Despite the commission’s prevailing optimism that last-minute tweaks would have saved its pensions portability proposal from sinking beneath a quagmire of inter-governmental wrangling, those that are now handling the dossier say that it is looking decidedly more troublesome than they first allowed for.
For one thing, Austria, which currently has the EU presidency, had hoped that an initial discussion about the issue could take place during a meeting of social affairs ministers in March, with a view to reaching political agreement by the end of June.
But council sources say that, due to the delicacy of the proposal, Austria will not be ready to kick off discussions for the next couple of months, meaning that Finland will be left to decide how best to push the dossier forwards when it takes over the presidency in July.
“If things go very well, then there could be a first reading under the Austrian_presidency in early June,” one council source said.
The European parliament has also had to readjust its timetable for
drafting a report on the proposed directive.
Dutch liberal MEP Ria Oomen-Ruijten, who started looking at the matter at the start of February, says that she had optimistically hoped agreement between MEPs could be reached as soon as September, but admits that, on closer consideration, this will now have to be pushed back, possibly until next year.
Oomen-Ruijten says it is too early to say in what direction her report will head. At the moment, she is simply trying to assess the mood inside and outside of the parliament, and see where the difficulties lie. She accepts that the commission’s proposal is a very technical one that raises some potentially divisive issues, and therefore needs to be dealt with carefully.
There are some worries that Oomen-Ruijten could be swayed by her national roots. The issue of pensions’ portability does not frighten the Dutch as much as it does some other member states that have rather looser pension regulations which may need to be tightened under the new legislation. “It remains to be seen whether the rapporteur will be more Dutch or more liberal,” mused one policy adviser at Age, the older person’s platform.
The European Parliament’s Pension Forum (EPPF), which regularly meets to discuss key pension issues, says that it is trying to co-ordinate its work with that of Oomen-Ruijten. It is expecting to be able to organise a meeting on the issue at the end of March or early April, depending on the progress that the MEP makes with her report.
The commission has always accepted that getting member states to agree on portable pension rights would be difficult. In an interview held before the text of the directive was published, Vladimir Spidla, the commissioner in charge of the dossier, admitted that his proposal could upset some member states by treading on national pension systems. This was why his team of officials spent so long trying to slim down the proposal to the bare minimum.
Now, having worked so hard to make the legislation as inoffensive as possible without undermining its effectiveness, the commission is keen to shrug off any suggestion that all is not well. “We have always said that the sooner the directive is adopted, the better,” a commission spokeswoman said. “We have given careful consideration to the specific situation in individual member states, such as with Germany’s book reserves, and we believe that now is the time to go forwards.”
Pending agreement between member states and the European parliament, the directive should become law by 1 July 2008.
Finance ministers have greeted the latest set of doom-and-gloom demographic projections from the commission with lukewarm enthusiasm, with many member states questioning their reliability despite repeated assurances that they are the most “comprehensive and comparable” yet.
This latest report, which was prepared jointly by the commission and the Economic Policy Committee, seeks to show that reforms do help mitigate the future impact of ageing, and member states who have undertaken some degree of restructuring tend to fare better in the projections.
Finance ministers had the first chance to assess these latest figures when they met in Brussels on 14 February. While publicly ministers made bland statements about their continued commitment to reform, behind closed doors they were much more scathing about the value of being told, yet again, what poor demographic shape Europe is in at the moment.
In a typical intervention, Portuguese finance minister Fernando Teixeira dos Santos complained about the practicality of taking such vague projections, where the benefits of reform are so subtle and the costs so obvious, back to the electorate. The minister underscored the commission’s own admission that many of the assumptions made in the report are “fragile” and ignore such developments as technical and scientific breakthroughs. He said that there was a danger that the figures would be perceived by the public as “unavoidable”, rather than just as predictions that could be altered.
The report was to go last month into the EU’s Spring summit, which is the annual meeting of Europe’s leaders that traditionally addresses how Europe is faring both economically and socially.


_Problem statement_. Some lines in the material below hold the word "cell". Copy all of them.

━━━━━ Extracted information

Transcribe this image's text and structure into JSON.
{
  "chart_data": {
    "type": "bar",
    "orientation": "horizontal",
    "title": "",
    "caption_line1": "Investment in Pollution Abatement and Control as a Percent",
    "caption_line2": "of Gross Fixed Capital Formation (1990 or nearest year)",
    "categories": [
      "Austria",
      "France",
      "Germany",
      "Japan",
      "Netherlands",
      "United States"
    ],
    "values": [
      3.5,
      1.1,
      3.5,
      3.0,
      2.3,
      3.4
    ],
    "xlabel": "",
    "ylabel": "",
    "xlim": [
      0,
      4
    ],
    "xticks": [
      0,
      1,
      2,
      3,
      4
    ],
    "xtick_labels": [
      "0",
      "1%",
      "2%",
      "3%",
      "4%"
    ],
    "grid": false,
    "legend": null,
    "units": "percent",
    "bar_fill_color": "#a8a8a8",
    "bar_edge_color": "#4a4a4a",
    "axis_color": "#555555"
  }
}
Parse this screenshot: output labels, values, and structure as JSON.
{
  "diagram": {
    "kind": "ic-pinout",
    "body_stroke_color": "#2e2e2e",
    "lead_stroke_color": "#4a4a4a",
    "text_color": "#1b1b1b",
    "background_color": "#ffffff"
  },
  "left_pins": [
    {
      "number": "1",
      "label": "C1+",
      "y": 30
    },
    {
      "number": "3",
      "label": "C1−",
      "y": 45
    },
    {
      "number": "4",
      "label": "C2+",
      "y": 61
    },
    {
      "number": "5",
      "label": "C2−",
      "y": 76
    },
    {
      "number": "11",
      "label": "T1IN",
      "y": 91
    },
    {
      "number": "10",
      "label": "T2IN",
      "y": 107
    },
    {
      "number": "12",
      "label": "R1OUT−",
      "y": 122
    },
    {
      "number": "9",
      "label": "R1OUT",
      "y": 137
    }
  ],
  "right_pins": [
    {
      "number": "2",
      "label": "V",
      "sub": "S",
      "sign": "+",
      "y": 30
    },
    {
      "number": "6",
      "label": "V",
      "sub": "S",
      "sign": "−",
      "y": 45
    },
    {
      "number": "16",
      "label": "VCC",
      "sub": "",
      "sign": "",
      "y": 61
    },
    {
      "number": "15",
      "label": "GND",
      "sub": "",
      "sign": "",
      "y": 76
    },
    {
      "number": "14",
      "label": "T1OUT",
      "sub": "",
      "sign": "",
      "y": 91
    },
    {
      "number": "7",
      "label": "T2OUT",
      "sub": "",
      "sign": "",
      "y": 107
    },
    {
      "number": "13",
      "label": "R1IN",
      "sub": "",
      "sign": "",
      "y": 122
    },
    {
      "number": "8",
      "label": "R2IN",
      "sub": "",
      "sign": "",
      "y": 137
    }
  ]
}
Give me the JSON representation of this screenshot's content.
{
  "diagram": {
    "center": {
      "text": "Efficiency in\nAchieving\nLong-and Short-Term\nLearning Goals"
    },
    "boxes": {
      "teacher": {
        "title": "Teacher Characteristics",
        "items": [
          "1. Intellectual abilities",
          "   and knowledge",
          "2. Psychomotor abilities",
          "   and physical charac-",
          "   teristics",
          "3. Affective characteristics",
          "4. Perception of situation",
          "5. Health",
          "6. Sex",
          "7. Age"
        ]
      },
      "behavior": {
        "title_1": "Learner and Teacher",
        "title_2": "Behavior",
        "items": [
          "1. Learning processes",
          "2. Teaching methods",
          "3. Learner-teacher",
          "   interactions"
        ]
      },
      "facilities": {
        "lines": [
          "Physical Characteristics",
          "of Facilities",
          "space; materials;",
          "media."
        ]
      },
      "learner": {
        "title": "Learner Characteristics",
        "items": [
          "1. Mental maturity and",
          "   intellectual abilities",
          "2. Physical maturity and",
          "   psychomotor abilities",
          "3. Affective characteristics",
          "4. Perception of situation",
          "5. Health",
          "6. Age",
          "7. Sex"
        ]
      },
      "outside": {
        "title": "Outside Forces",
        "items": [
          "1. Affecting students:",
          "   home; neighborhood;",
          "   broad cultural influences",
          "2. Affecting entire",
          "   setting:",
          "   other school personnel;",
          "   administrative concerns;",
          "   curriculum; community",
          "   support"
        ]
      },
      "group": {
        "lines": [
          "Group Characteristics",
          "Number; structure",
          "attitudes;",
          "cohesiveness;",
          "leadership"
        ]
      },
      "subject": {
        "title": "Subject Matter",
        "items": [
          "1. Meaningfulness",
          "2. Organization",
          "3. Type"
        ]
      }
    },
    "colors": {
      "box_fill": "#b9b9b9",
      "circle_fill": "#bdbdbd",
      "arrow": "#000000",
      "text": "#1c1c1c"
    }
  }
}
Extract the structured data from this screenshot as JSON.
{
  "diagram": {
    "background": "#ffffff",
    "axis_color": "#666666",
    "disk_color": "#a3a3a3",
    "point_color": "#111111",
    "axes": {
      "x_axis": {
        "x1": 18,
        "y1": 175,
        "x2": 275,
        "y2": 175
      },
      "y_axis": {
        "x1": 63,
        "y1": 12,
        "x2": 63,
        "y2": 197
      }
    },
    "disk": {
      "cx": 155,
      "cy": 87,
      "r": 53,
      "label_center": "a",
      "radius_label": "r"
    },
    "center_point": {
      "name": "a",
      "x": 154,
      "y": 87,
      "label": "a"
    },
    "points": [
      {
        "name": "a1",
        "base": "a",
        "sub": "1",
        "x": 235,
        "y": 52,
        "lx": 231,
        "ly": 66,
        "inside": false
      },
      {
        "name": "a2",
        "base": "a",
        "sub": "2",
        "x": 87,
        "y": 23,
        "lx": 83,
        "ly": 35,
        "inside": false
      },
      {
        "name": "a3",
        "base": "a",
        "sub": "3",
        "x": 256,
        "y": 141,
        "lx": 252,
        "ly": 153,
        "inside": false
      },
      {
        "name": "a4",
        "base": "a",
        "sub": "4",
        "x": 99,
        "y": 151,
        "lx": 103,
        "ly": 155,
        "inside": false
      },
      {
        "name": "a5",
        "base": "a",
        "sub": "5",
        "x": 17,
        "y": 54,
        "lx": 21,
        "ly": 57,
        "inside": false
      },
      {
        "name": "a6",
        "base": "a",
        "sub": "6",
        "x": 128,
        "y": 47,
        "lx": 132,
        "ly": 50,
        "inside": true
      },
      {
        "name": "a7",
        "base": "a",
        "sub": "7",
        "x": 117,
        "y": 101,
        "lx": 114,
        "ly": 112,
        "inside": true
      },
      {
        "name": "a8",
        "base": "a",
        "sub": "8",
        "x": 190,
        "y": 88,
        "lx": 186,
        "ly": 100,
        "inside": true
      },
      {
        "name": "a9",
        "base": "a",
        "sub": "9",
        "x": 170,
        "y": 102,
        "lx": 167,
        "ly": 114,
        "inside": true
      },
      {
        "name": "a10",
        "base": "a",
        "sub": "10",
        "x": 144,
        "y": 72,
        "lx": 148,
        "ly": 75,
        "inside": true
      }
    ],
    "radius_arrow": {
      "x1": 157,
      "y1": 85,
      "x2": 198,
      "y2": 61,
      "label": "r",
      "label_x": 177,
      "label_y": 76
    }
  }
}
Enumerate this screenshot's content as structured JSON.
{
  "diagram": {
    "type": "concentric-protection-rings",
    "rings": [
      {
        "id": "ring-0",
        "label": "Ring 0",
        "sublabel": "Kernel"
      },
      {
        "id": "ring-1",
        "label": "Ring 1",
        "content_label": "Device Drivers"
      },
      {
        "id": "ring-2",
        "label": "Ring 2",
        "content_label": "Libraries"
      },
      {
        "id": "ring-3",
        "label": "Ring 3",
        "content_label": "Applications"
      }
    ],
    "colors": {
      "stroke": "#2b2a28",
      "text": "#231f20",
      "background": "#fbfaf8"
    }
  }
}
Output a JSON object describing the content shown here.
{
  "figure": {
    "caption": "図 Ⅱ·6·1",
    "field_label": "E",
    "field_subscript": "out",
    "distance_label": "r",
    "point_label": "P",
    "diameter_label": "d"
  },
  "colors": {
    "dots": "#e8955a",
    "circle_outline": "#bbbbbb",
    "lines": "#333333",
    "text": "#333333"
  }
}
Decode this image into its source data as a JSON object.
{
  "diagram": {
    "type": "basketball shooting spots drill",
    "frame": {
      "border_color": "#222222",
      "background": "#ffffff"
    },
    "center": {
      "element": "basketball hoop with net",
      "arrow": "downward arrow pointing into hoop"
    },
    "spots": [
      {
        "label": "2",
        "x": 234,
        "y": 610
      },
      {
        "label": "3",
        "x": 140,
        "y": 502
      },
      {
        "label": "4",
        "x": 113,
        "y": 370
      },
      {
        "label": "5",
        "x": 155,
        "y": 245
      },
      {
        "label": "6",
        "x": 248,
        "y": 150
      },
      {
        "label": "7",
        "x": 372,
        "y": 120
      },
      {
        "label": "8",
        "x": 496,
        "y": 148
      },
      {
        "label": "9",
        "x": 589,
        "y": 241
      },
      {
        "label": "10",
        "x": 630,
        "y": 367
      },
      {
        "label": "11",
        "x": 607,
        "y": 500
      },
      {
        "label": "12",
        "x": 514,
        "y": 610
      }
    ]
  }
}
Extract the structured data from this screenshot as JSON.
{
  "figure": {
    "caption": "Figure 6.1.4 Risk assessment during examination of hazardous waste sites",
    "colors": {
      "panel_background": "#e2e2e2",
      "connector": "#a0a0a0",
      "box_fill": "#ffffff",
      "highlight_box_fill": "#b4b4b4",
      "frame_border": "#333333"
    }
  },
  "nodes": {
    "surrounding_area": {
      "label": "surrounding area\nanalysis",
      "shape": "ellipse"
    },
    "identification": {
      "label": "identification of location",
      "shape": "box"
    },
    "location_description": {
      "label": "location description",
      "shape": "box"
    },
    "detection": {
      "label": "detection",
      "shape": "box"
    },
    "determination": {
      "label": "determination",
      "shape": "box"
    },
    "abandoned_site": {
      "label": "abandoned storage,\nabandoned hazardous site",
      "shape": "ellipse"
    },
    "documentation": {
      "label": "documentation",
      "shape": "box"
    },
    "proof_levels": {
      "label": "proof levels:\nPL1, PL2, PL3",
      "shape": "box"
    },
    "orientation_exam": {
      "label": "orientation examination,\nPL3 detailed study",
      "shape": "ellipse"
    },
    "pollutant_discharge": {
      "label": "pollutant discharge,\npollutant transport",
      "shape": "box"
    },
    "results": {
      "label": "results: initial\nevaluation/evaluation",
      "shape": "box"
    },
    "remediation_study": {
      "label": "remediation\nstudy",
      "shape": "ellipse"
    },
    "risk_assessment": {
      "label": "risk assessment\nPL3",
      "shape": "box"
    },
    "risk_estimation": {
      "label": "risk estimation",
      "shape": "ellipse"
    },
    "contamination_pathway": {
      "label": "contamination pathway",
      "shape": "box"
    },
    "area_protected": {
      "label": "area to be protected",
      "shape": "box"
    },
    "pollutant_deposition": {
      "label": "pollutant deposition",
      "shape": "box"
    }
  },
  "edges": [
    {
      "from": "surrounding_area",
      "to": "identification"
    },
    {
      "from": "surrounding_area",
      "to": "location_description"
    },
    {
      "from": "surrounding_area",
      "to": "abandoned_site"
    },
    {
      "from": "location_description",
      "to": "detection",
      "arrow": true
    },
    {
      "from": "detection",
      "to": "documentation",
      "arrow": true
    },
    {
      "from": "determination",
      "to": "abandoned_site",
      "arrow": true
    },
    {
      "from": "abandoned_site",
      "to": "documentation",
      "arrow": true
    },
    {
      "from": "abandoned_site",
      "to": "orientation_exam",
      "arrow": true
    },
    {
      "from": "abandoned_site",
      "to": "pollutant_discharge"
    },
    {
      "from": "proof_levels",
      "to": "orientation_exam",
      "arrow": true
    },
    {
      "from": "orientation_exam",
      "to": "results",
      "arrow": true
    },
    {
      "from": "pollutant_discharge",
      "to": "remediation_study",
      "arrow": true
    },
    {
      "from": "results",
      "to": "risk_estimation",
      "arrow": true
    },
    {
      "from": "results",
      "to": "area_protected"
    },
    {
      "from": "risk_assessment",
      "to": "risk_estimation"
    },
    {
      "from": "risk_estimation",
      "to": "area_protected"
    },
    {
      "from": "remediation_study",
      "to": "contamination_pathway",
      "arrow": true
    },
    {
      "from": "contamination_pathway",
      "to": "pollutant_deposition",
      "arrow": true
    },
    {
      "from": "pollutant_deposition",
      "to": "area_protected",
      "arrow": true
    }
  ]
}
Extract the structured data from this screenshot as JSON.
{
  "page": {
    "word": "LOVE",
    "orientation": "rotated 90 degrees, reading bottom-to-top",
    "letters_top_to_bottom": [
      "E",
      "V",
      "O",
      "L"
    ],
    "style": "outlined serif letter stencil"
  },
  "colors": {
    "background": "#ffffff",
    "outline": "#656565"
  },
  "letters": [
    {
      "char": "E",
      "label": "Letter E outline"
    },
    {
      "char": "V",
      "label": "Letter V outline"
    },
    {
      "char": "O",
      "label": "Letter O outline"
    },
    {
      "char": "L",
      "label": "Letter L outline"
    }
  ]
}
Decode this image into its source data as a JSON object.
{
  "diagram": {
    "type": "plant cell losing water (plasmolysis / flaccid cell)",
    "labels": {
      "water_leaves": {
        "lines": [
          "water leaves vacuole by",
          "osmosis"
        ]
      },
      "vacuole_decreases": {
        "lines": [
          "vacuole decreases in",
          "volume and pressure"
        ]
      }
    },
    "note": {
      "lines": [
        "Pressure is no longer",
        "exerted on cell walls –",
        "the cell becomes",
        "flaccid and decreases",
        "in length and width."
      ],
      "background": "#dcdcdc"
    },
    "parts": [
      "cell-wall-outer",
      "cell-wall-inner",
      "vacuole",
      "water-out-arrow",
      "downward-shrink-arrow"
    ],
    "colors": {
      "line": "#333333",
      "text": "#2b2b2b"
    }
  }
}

━━━━━━━━━━

_Result for this exercise_.
    "type": "plant cell losing water (plasmolysis / flaccid cell)",
        "exerted on cell walls –",
        "the cell becomes",
      "cell-wall-outer",
      "cell-wall-inner",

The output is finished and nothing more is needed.